I just ran a stress test and I can confirm that it passes with flying colors with my setup.

Thank you for explaining. It seems then that the design issue in the Luup engine is not new and is deep. Actually the fact that I am not really seeing much delay anymore in my scene actions tells me that zwave is not the bottleneck. It is the vera itself which is the problem. It may not be able to receive and process too many http commands within a short time. It is lacking a command queue buffer on both the incoming and the outgoing commands.

Thank you for reminding me. He actually got quite a couple from me lately. ;D

I do something like this in many of my plugins, so much so that it’s become one of my design patterns. I have a “task queue”, which is a table of objects containing a time to next run and a function to be called. The plugin has a single “call_delay” thread that only calls the “task scheduler”. When called, it rips through the task queue and builds a list of ready tasks, then runs that ready list by calling the task-specific callback function for each. It then finds the next earliest waiting task, and schedules the next call_delay accordingly. When the tasks run, they can call to reschedule themselves for another future run on whatever schedule they need. When tasks “register”, they can include not just the callback function to use, but an array of arguments of any valid Lua type, so I can pass in a lot more than just a single string to my time-delayed tasks (a limitation in call_delay). Tasks can also be cancelled or rescheduled externally (i.e. an action implementation can call for the periodic update task to run immediately). It’s been a very helpful wrapper on Luup’s call_delay.

This is an awesome improvement (the wrapper) on the luup engine which should really be integrated in the vera firmware. Maybe AK can use it in OpenLuup too?

openLuup does a good job of scheduling tasks. Without trying to speak for akbooer, I think he needs his scheduler to work the Vera way because that’s what’s compatible.

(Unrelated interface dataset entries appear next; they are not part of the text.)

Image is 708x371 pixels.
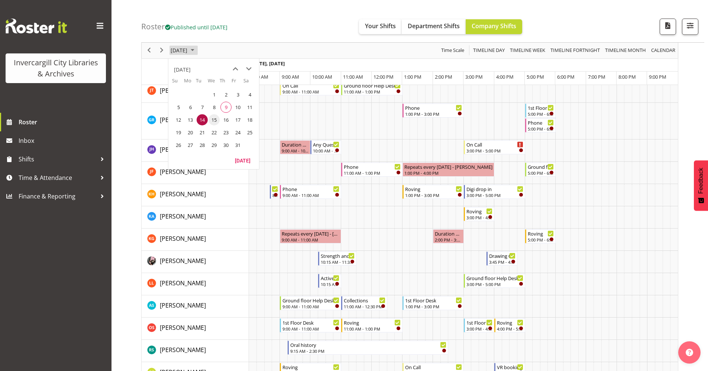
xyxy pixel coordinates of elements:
div: Roving [466,208,492,215]
div: 11:00 AM - 1:00 PM [344,89,400,95]
div: Repeats every [DATE] - [PERSON_NAME] [282,230,339,237]
span: Monday, October 13, 2025 [185,114,196,126]
span: Saturday, October 11, 2025 [244,102,255,113]
div: Phone [344,163,400,171]
td: Glen Tomlinson resource [142,81,249,103]
th: Fr [231,77,243,88]
button: Next [157,46,167,55]
span: Monday, October 20, 2025 [185,127,196,138]
div: Grace Roscoe-Squires"s event - 1st Floor Desk Begin From Tuesday, October 14, 2025 at 5:00:00 PM ... [525,104,555,118]
div: Olivia Stanley"s event - Roving Begin From Tuesday, October 14, 2025 at 11:00:00 AM GMT+13:00 End... [341,319,402,333]
span: Wednesday, October 15, 2025 [208,114,220,126]
span: Finance & Reporting [19,191,97,202]
div: Rosie Stather"s event - Oral history Begin From Tuesday, October 14, 2025 at 9:15:00 AM GMT+13:00... [288,341,448,355]
a: [PERSON_NAME] [160,145,206,154]
button: Today [230,155,255,166]
div: Kaela Harley"s event - Digi drop in Begin From Tuesday, October 14, 2025 at 3:00:00 PM GMT+13:00 ... [464,185,525,199]
div: 9:00 AM - 11:00 AM [282,304,339,310]
span: [DATE] [170,46,188,55]
div: 1:00 PM - 4:00 PM [404,170,492,176]
div: Ground floor Help Desk [466,275,523,282]
div: Keyu Chen"s event - Strength and Balance Begin From Tuesday, October 14, 2025 at 10:15:00 AM GMT+... [318,252,356,266]
div: 1st Floor Desk [527,104,553,111]
button: Previous [144,46,154,55]
span: Friday, October 10, 2025 [232,102,243,113]
a: [PERSON_NAME] [160,190,206,199]
div: Grace Roscoe-Squires"s event - Phone Begin From Tuesday, October 14, 2025 at 1:00:00 PM GMT+13:00... [402,104,464,118]
span: 9:00 PM [649,74,666,80]
a: [PERSON_NAME] [160,116,206,124]
span: Timeline Week [509,46,546,55]
span: Sunday, October 19, 2025 [173,127,184,138]
div: Invercargill City Libraries & Archives [13,57,98,79]
td: Rosie Stather resource [142,340,249,363]
span: Roster [19,117,108,128]
a: [PERSON_NAME] [160,279,206,288]
div: 1st Floor Desk [282,319,339,327]
div: Phone [527,119,553,126]
button: October 2025 [169,46,198,55]
div: 3:00 PM - 4:00 PM [466,215,492,221]
span: Inbox [19,135,108,146]
span: Wednesday, October 22, 2025 [208,127,220,138]
span: [PERSON_NAME] [160,190,206,198]
div: Roving [405,185,462,193]
div: 9:00 AM - 11:00 AM [282,326,339,332]
button: Your Shifts [359,19,402,34]
div: Jill Harpur"s event - Any Questions Begin From Tuesday, October 14, 2025 at 10:00:00 AM GMT+13:00... [310,140,341,155]
span: Friday, October 3, 2025 [232,89,243,100]
span: Saturday, October 4, 2025 [244,89,255,100]
div: Glen Tomlinson"s event - Ground floor Help Desk Begin From Tuesday, October 14, 2025 at 11:00:00 ... [341,81,402,95]
div: Olivia Stanley"s event - 1st Floor Desk Begin From Tuesday, October 14, 2025 at 3:00:00 PM GMT+13... [464,319,494,333]
div: Kaela Harley"s event - Phone Begin From Tuesday, October 14, 2025 at 9:00:00 AM GMT+13:00 Ends At... [280,185,341,199]
div: Roving [282,364,339,371]
div: Glen Tomlinson"s event - On Call Begin From Tuesday, October 14, 2025 at 9:00:00 AM GMT+13:00 End... [280,81,341,95]
a: [PERSON_NAME] [160,346,206,355]
span: Tuesday, October 7, 2025 [197,102,208,113]
div: 3:00 PM - 5:00 PM [466,148,523,154]
div: Olivia Stanley"s event - Roving Begin From Tuesday, October 14, 2025 at 4:00:00 PM GMT+13:00 Ends... [494,319,525,333]
button: Timeline Month [604,46,647,55]
div: Kaela Harley"s event - Roving Begin From Tuesday, October 14, 2025 at 1:00:00 PM GMT+13:00 Ends A... [402,185,464,199]
span: [DATE], [DATE] [251,60,285,67]
span: Saturday, October 18, 2025 [244,114,255,126]
span: Thursday, October 30, 2025 [220,140,231,151]
div: 11:00 AM - 1:00 PM [344,170,400,176]
div: previous period [143,43,155,58]
div: Joanne Forbes"s event - Repeats every tuesday - Joanne Forbes Begin From Tuesday, October 14, 202... [402,163,494,177]
h4: Roster [141,22,227,31]
span: 10:00 AM [312,74,332,80]
span: 9:00 AM [282,74,299,80]
div: 1:00 PM - 3:00 PM [405,111,462,117]
div: 5:00 PM - 6:00 PM [527,111,553,117]
div: Mandy Stenton"s event - Collections Begin From Tuesday, October 14, 2025 at 11:00:00 AM GMT+13:00... [341,296,387,311]
td: Grace Roscoe-Squires resource [142,103,249,140]
span: Sunday, October 26, 2025 [173,140,184,151]
th: Su [172,77,184,88]
div: 9:15 AM - 2:30 PM [290,348,447,354]
div: Katie Greene"s event - Duration 1 hours - Katie Greene Begin From Tuesday, October 14, 2025 at 2:... [433,230,463,244]
div: 5:00 PM - 6:00 PM [527,170,553,176]
div: Kaela Harley"s event - Newspapers Begin From Tuesday, October 14, 2025 at 8:40:00 AM GMT+13:00 En... [270,185,280,199]
div: 3:45 PM - 4:45 PM [489,259,515,265]
span: Thursday, October 2, 2025 [220,89,231,100]
span: Wednesday, October 1, 2025 [208,89,220,100]
span: [PERSON_NAME] [160,257,206,265]
div: Phone [405,104,462,111]
div: Any Questions [313,141,339,148]
span: Wednesday, October 29, 2025 [208,140,220,151]
div: 10:15 AM - 11:30 AM [321,259,354,265]
a: [PERSON_NAME] [160,324,206,332]
div: On Call [466,141,523,148]
div: 1st Floor Desk [466,319,492,327]
button: Timeline Day [472,46,506,55]
button: next month [242,62,255,76]
a: [PERSON_NAME] [160,234,206,243]
button: Feedback - Show survey [694,160,708,211]
span: Sunday, October 5, 2025 [173,102,184,113]
div: title [174,62,191,77]
div: Keyu Chen"s event - Drawing Club Begin From Tuesday, October 14, 2025 at 3:45:00 PM GMT+13:00 End... [486,252,517,266]
a: [PERSON_NAME] [160,301,206,310]
button: Company Shifts [465,19,522,34]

Nothing he does prevents my approach from working on openLuup, and mine is just one way of getting things done.

I could publish it as a module or encapsulated-function to embed inline; it’s only about 160 lines of loosely-spaced code (including trace/debug statements that could be removed).

This is exactly how the openLuup scheduler works, and, strangely (or perhaps not) I had done the same thing previously with a startup code library that I used ubiquitously on my Veras.

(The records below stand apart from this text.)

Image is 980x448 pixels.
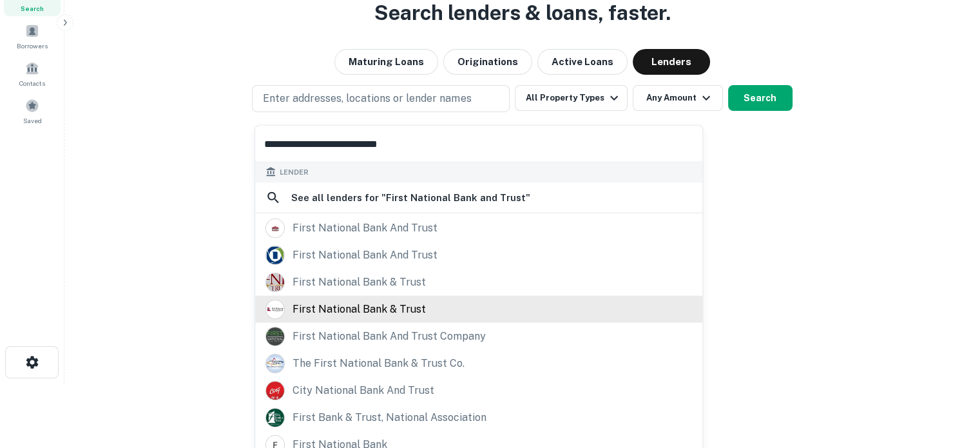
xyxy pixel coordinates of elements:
div: first national bank and trust [293,218,437,237]
button: Active Loans [537,49,628,74]
div: first national bank & trust [293,272,426,291]
button: Maturing Loans [334,49,438,74]
img: picture [266,246,284,263]
span: Borrowers [17,40,47,51]
a: Saved [4,93,61,128]
a: first bank & trust, national association [255,403,702,430]
button: Search [728,85,793,111]
div: first bank & trust, national association [293,408,486,426]
img: picture [266,272,284,290]
a: first national bank and trust [255,214,702,241]
span: Search [21,4,44,13]
a: first national bank and trust [255,241,702,268]
img: picture [266,219,284,237]
button: Enter addresses, locations or lender names [252,85,510,112]
button: All Property Types [515,85,627,111]
img: picture [266,354,284,372]
img: picture [266,408,284,426]
a: city national bank and trust [255,376,702,403]
div: first national bank & trust [293,299,426,318]
span: Lender [279,167,309,178]
button: Originations [443,49,532,74]
div: first national bank and trust [293,245,437,264]
a: first national bank & trust [255,295,702,323]
a: the first national bank & trust co. [255,349,702,376]
div: the first national bank & trust co. [293,353,465,373]
img: picture [266,299,284,318]
button: Lenders [632,49,710,74]
iframe: Chat Widget [916,345,980,407]
a: first national bank & trust [255,268,702,295]
a: Borrowers [4,19,61,54]
button: Any Amount [632,85,723,111]
img: picture [266,327,284,345]
p: Enter addresses, locations or lender names [262,90,471,107]
div: city national bank and trust [293,380,434,400]
a: Contacts [4,56,61,90]
div: first national bank and trust company [293,326,486,346]
span: Saved [23,116,42,125]
img: picture [266,381,284,399]
a: first national bank and trust company [255,323,702,349]
h6: See all lenders for " First National Bank and Trust " [291,190,530,205]
span: Contacts [20,78,45,89]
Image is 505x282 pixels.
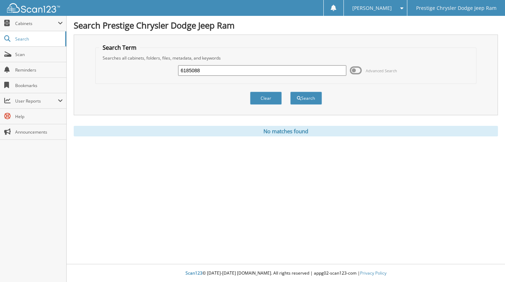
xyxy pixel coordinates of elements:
iframe: Chat Widget [470,248,505,282]
img: scan123-logo-white.svg [7,3,60,13]
button: Clear [250,92,282,105]
div: No matches found [74,126,498,136]
div: © [DATE]-[DATE] [DOMAIN_NAME]. All rights reserved | appg02-scan123-com | [67,265,505,282]
span: Bookmarks [15,82,63,88]
span: Scan123 [185,270,202,276]
span: Search [15,36,62,42]
span: Advanced Search [366,68,397,73]
span: Announcements [15,129,63,135]
a: Privacy Policy [360,270,386,276]
button: Search [290,92,322,105]
span: Prestige Chrysler Dodge Jeep Ram [416,6,496,10]
legend: Search Term [99,44,140,51]
span: Cabinets [15,20,58,26]
span: [PERSON_NAME] [352,6,392,10]
div: Searches all cabinets, folders, files, metadata, and keywords [99,55,472,61]
span: Reminders [15,67,63,73]
span: User Reports [15,98,58,104]
span: Scan [15,51,63,57]
h1: Search Prestige Chrysler Dodge Jeep Ram [74,19,498,31]
span: Help [15,114,63,120]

As per the above, I think I already do? It may just be a cosmetic tweak to the packaging which you’re after.

Very much appreciated! Thanks @GeekGoneOld (and Karma.)

Sorry akbooer, I should have looked at the scheduling code in openLuup closer before making this comment. It is indeed more or less how it works. I made the assumption that it behaved more like the vera which openLuup was trying to mimic.